"Oh," Tessa breathed. "It's beautiful."
"Copper Moon rainbows are the best." Brian stood beside her, close enough that their shoulders almost touched. "Something about the way the light hits the water. Makes the colors brighter."
She watched the rainbow until it began to fade, the colors bleeding into the sky as the clouds dispersed. The sun emerged fully, warm on her face, and the bay began its slow transformation back to copper.
"Brian," she said, still looking at the water. "Earlier, you said you understood about the startle response. The hyper-vigilance." She turned to face him. "Does it ever get better? The waiting for something bad to happen?"
He was quiet for a moment, considering the question. "It gets different," he said finally. "Some days it's barely there. Other days, it's all I can think about. But the good days start to outnumber the bad ones. And eventually, you realize you've gone a whole week without bracing for impact."
"That sounds like hope."
"I guess it is." He looked at her, and something in his eyes made her breath catch. "You helped, you know. Having someone here who gets it. I didn't realize how much I needed that until you showed up."
"Same," she said softly. "I think I was drowning, and I didn't even know it. And then I walked into your cottage by accident, and somehow... I started to float."
He reached out and took her hand, lacing their fingers together the way he had at Lila's, at Hank and Bree's, in the front seat of his truck. It was becoming familiar now, this connection between them. Something she could count on.
"We're both looking for the same thing," he said. "Peace. Quiet. A place to put down the weight." He squeezed her hand. "Maybe we don't have to look alone."
She felt tears prick at her eyes, but for once, they weren't tears of exhaustion or grief or fear. They were something else. Something that felt dangerously like hope.
"Maybe we don't," she agreed.
They stood there on the dock, hands intertwined, watching the bay turn to liquid copper in the evening light. The motion lights along the fence were quiet. The storm had passed. And somewhere out there, a man in a gray cap might still be watching.
But in this moment, none of that mattered. In this moment, there was only the water and the light and the feeling of Brian's hand warm in hers.
In this moment, she was exactly where she was supposed to be.
Chapter Ten
The motion light flicked on at 11:47 p.m.
Brian was still awake, sitting in the dark living room with a beer he hadn't touched, when the backyard flooded with harsh white light. He was on his feet before his brain fully registered what was happening, crossing to the window in three long strides.
The fence line was empty.
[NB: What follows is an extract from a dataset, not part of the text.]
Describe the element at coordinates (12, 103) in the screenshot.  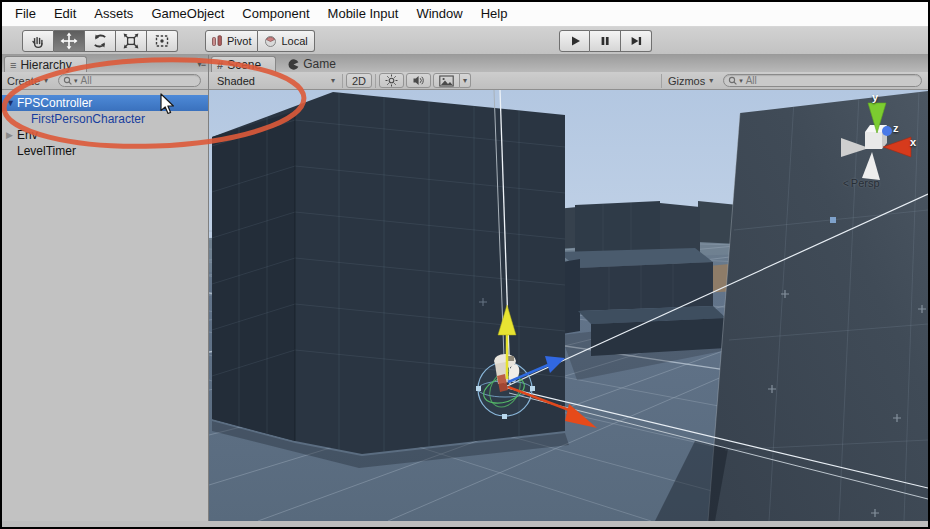
I see `expand-triangle-icon: ▼` at that location.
Just the light cutting through the darkness, illuminating wet grass and the dark shapes of trees beyond. Could be a deer. Could be a raccoon. Could be any of a dozen nocturnal creatures that call these woods home.
The light clicked off.
Brian stood at the window, waiting. His heart was beating harder than it should, adrenaline spiking through his system the way it used to when a call came in. After a full minute of darkness, he let out a breath and turned away.
Then the light flicked on again.
This time, he saw it. A figure at the edge of the property, just where the fence met the tree line. A man, standing motionless, facing the cottage.
Brian didn't think. He moved.
He was out the back door before the light could click off again, crossing the yard in long, ground-eating strides. The wet grass soaked through his socks instantly, but he barely noticed. His focus was locked on the figure by the fence.
"Hey!" he shouted. "Hey, you! Stop right there!"
The figure turned. For one frozen moment, the motion light caught his face: lean features, dark hair, the glint of eyes that seemed to absorb the light rather than reflect it. The same man Tom Cooper had described. The same man Tessa had seen at the fair.
Then he ran.
Brian vaulted the fence without breaking stride, crashing into the underbrush after him. Branches whipped at his arms and face. His bare feet found rocks and roots and God knew what else, but he pushed through, following the sound of the man's retreat through the woods.
It was no use. The man knew these woods better than Brian did, or at least knew them well enough to disappear. By the time Brian reached the small clearing where the path should have continued, there was nothing. Just darkness and the sound of his own ragged breathing and the distant call of a night bird, indifferent to human drama.